This is a lesson I learned rather quickly as I had my first beta demo for friends. I have the first world about 75% designed along with the first boss. I also now have switches in the game for moving platforms and other level geometry on the fly. But that’s not as important as what I learned watching other people pick up that controller and run pixel Mark around. My game is kind of hard, but I’m really good at it. Sitting there for months alone, constantly tweaking and rebuilding and running through the first few levels in the perfect route, I couldn’t see the forest through the trees.
I was constantly upping the game on myself. This jump could be harder. This enemy could be stronger. This switch could do worse things. I thought I had a solid demo that would be somewhat challenging, but people would blow through. I was really just looking to see if people thought the platforming felt off in any way. Then the first of my friends had a rough time on the first level. Then so did the second, and third. Next thing I know, I’m am getting those looks of disbelief as they see the next level that lay before them. I was in no position to tell them I found the first couple levels easy, because they didn’t.
So now I’m taking a second look at my level design. I obviously need to pull back a bit and think more about the challenge to the end user and not the challenge to me. It was something I really needed to see and has re-centered how I approach level design from here on. I will say that just about everyone was able to finish the 5 level demo, they just lost a lot of lives getting there.
It’s also nice because I was worried I was running through all my tricks really fast. But now being able to stretch things out a bit more, I can make each level it’s own challenge in a slow ramp up to the real stuff instead of front loading everything.
On the art side, I’ve decided to throw away the pixel art. Well, sort of. I’m not going to create pixel art in the traditional sense, but I’ll be hand drawing the art in a pixelized style. I think this will help the game look better (as I know how to draw better than I know how to pixel) and give it a more cohesive look to tie into the comic.
And obviously the end of the year release date is officially out the window. The engine is pretty much done save for some scripting I need to clean up. It was fun building my own engine from scratch, but I’m not sure I’ll be doing that for my next project. Anyway, I feel like an official game studio now as I’m announcing a delay into the first half of 2013 for Otis. We will announce a more solid release date when we have it.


PROBLEM DESCRIPTION » Report how many lines below contain the word "icon". Write only that number.

EXERCISE MATERIALS »
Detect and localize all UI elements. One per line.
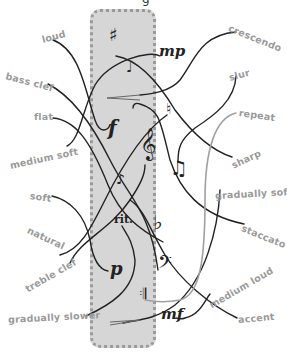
rit-symbol: rit. [114,214,133,225]
label-flat: flat [34,111,53,122]
line-loud [53,40,110,130]
music-matching-worksheet: g [0,0,287,359]
flat-symbol: ♭ [153,212,162,232]
line-slur [178,76,236,162]
mf-symbol: mf [161,307,183,322]
sharp-symbol: ♯ [109,26,118,44]
treble-clef-symbol: 𝄞 [140,130,157,158]
line-soft [52,196,108,271]
accent-note-symbol: ♪ [116,172,125,186]
eighth-notes-symbol: ♫ [170,158,188,178]
mp-symbol: mp [159,44,185,59]
p-symbol: p [110,260,123,278]
line-treble-clef [70,165,145,263]
natural-symbol: ♮ [166,102,171,117]
line-crescendo [140,32,236,95]
decrescendo-hairpin-icon [110,320,140,325]
staccato-note-symbol: ♩ [126,60,133,74]
bass-clef-symbol: 𝄢 [158,254,172,276]
f-symbol: f [108,118,117,138]
crescendo-hairpin-icon [107,95,140,100]
line-staccato [133,103,244,224]
repeat-symbol: 𝄇 [139,287,146,302]
connector-lines [0,0,287,359]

YOUR RESPONSE » 2